Village Earns Competitive Grant Funding for Pollinator Gardens

SOURCE:

https://www.portjeff.com/417/PJVV---Issue-8---Story-7---Its-the-Bees- 

July, 2025

The Village of Port Jefferson is one of several Long Island municipalities and organizations sharing more than $600,000 in grants aimed at creating new pollinator gardens. 

Pollinator gardens are floral areas stocked with specific nectar- and pollen-producing plants meant to attract bees, moths, beetles and other pollinating insects responsible for pollinating about three-quarters of the world’s plant life.

In 2023, New York State Attorney General Letitia James accepted a $6.9 million settlement from North Carolina-based agricultural science titan Bayer CropScience LP and Missouri-based agrochemical giant Monsanto, who’d allegedly misled the public about the safety of certain consumer weedkillers proven to be toxic to pollinator species like bees and butterflies. 

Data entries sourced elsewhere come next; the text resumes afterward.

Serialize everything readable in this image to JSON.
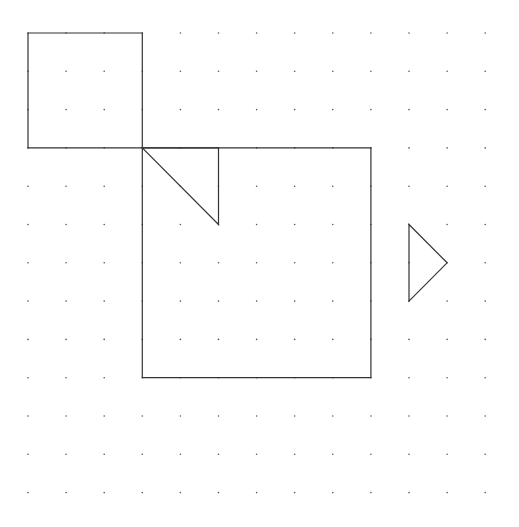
{
  "diagram": {
    "background": "#ffffff",
    "grid": {
      "cols": 13,
      "rows": 13,
      "origin_x": 28,
      "origin_y": 33,
      "spacing_x": 38.1,
      "spacing_y": 38.3,
      "dot_color": "#555555",
      "dot_radius": 0.8
    },
    "stroke_color": "#333333",
    "stroke_width": 1.2,
    "shapes": [
      {
        "name": "small-square",
        "type": "polygon",
        "points": [
          [
            0,
            0
          ],
          [
            3,
            0
          ],
          [
            3,
            3
          ],
          [
            0,
            3
          ]
        ]
      },
      {
        "name": "large-square",
        "type": "polygon",
        "points": [
          [
            3,
            3
          ],
          [
            9,
            3
          ],
          [
            9,
            9
          ],
          [
            3,
            9
          ]
        ]
      },
      {
        "name": "inner-triangle",
        "type": "polygon",
        "points": [
          [
            3,
            3
          ],
          [
            5,
            3
          ],
          [
            5,
            5
          ]
        ]
      },
      {
        "name": "right-triangle",
        "type": "polygon",
        "points": [
          [
            10,
            5
          ],
          [
            11,
            6
          ],
          [
            10,
            7
          ]
        ]
      }
    ]
  }
}
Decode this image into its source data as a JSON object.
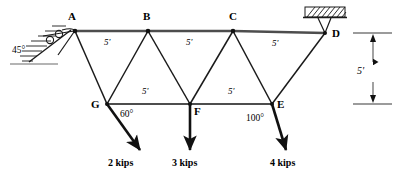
{
  "diagram": {
    "line_color": "#1a1a1a",
    "nodes": [
      {
        "id": "A",
        "label": "A",
        "x": 75,
        "y": 31,
        "label_x": 68,
        "label_y": 14
      },
      {
        "id": "B",
        "label": "B",
        "x": 148,
        "y": 31,
        "label_x": 143,
        "label_y": 14
      },
      {
        "id": "C",
        "label": "C",
        "x": 233,
        "y": 31,
        "label_x": 229,
        "label_y": 14
      },
      {
        "id": "D",
        "label": "D",
        "x": 325,
        "y": 33,
        "label_x": 331,
        "label_y": 28
      },
      {
        "id": "G",
        "label": "G",
        "x": 107,
        "y": 104,
        "label_x": 92,
        "label_y": 100
      },
      {
        "id": "F",
        "label": "F",
        "x": 190,
        "y": 104,
        "label_x": 195,
        "label_y": 106
      },
      {
        "id": "E",
        "label": "E",
        "x": 272,
        "y": 104,
        "label_x": 277,
        "label_y": 99
      }
    ],
    "members": [
      {
        "from": "A",
        "to": "B",
        "chord": "top"
      },
      {
        "from": "B",
        "to": "C",
        "chord": "top"
      },
      {
        "from": "C",
        "to": "D",
        "chord": "top"
      },
      {
        "from": "G",
        "to": "F",
        "chord": "bottom"
      },
      {
        "from": "F",
        "to": "E",
        "chord": "bottom"
      },
      {
        "from": "A",
        "to": "G",
        "chord": "diagonal"
      },
      {
        "from": "B",
        "to": "G",
        "chord": "diagonal"
      },
      {
        "from": "B",
        "to": "F",
        "chord": "diagonal"
      },
      {
        "from": "C",
        "to": "F",
        "chord": "diagonal"
      },
      {
        "from": "C",
        "to": "E",
        "chord": "diagonal"
      },
      {
        "from": "D",
        "to": "E",
        "chord": "diagonal"
      }
    ],
    "dimensions": [
      {
        "id": "dim-ab",
        "text": "5'",
        "x": 105,
        "y": 41
      },
      {
        "id": "dim-bc",
        "text": "5'",
        "x": 186,
        "y": 41
      },
      {
        "id": "dim-cd",
        "text": "5'",
        "x": 272,
        "y": 41
      },
      {
        "id": "dim-gf",
        "text": "5'",
        "x": 142,
        "y": 89
      },
      {
        "id": "dim-fe",
        "text": "5'",
        "x": 228,
        "y": 89
      },
      {
        "id": "dim-vertical",
        "text": "5'",
        "x": 357,
        "y": 72
      }
    ],
    "angles": [
      {
        "id": "angle-support-a",
        "text": "45°",
        "x": 13,
        "y": 48
      },
      {
        "id": "angle-load-g",
        "text": "60°",
        "x": 120,
        "y": 112
      },
      {
        "id": "angle-load-e",
        "text": "100°",
        "x": 248,
        "y": 116
      }
    ],
    "loads": [
      {
        "id": "load-g",
        "label": "2 kips",
        "at_node": "G",
        "tip_x": 141,
        "tip_y": 152,
        "label_x": 108,
        "label_y": 160
      },
      {
        "id": "load-f",
        "label": "3 kips",
        "at_node": "F",
        "tip_x": 190,
        "tip_y": 152,
        "label_x": 172,
        "label_y": 160
      },
      {
        "id": "load-e",
        "label": "4 kips",
        "at_node": "E",
        "tip_x": 287,
        "tip_y": 152,
        "label_x": 272,
        "label_y": 160
      }
    ],
    "supports": {
      "left": {
        "id": "support-a",
        "type": "roller-on-inclined-plane",
        "angle_label": "45°",
        "hatch_count": 7
      },
      "right": {
        "id": "support-d",
        "type": "pin-on-ceiling",
        "hatch_count": 8
      }
    },
    "vertical_dimension": {
      "id": "vertical-dimension-5ft",
      "text": "5'",
      "top_y": 33,
      "bottom_y": 104,
      "line_x": 373
    }
  }
}
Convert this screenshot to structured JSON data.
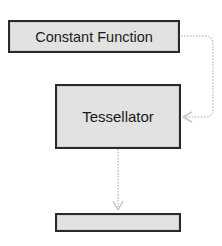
{
  "diagram": {
    "nodes": [
      {
        "id": "constant-function",
        "label": "Constant Function"
      },
      {
        "id": "tessellator",
        "label": "Tessellator"
      },
      {
        "id": "output",
        "label": ""
      }
    ],
    "edges": [
      {
        "from": "constant-function",
        "to": "tessellator",
        "style": "dotted",
        "color": "#c8c8c8"
      },
      {
        "from": "tessellator",
        "to": "output",
        "style": "dotted",
        "color": "#c8c8c8"
      }
    ],
    "colors": {
      "node_fill": "#e2e2e2",
      "node_border": "#2a2a2a",
      "edge": "#c8c8c8"
    }
  }
}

Using settlement monies, Albany created the New York Pollinator Conservation Fund to benefit pollinator species through habitat management, restoration and enhancement and to support pollinator research, monitoring and education. The New York Community Trust, selected as the Pollinator Conservation Fund administrator, awarded several competitive-process grants to statewide applicants earlier this month.  

Among the awardees: The Citizens Campaign for the Environment, a Farmingdale-based ecological warrior that earned a $200,000 stipend to create three acres of pollinator gardens, plant 70,000 native plants and develop corresponding educational materials. 

The Citizens Campaign was one of several Long Island organizations – including Port Washington-based ReWild Long Island ($150,000 grant), the Brentwood-based Sisters of Saint Joseph ($100,000 grant) and the Malverne-based Nassau Land Trust ($20,000 grant) – awarded by the New York Community Trust through the Pollinator Conservation Fund.

Subsequently, the Villages of Port Jefferson and Patchogue joined with the Town of Brookhaven to submit a joint pollinator-garden proposal to the Citizens Campaign and were selected to share the $200,000 grant.

Port Jefferson will now start the process of determining where the Village should place its 1/2 acre of nectar- and pollen-producing plants.

At the Village Board of Trustees’ June 11 work session meeting, Deputy Mayor Bob Juliano – the board’s liaison to the Port Jefferson Department of Parks – suggested several possible locations, including areas around the Rocketship Park basketball courts, the traffic circles on the east and west entrances of the Port Jefferson Country Club and the grounds surrounding the historic William Tooker House, the oldest known structure on its original foundation in Port Jefferson Village.

Resident volunteer groups are being polled to vote on these potential locations and suggest others – but where the pollinator garden (or gardens) are eventually planted is less important than the fact that Port Jefferson has, once again, made a successful bid for useful grant funding, which will result in another important project that will provide real aesthetic, environmental and quality-of-life benefits, being implemented at no cost to Village taxpayers.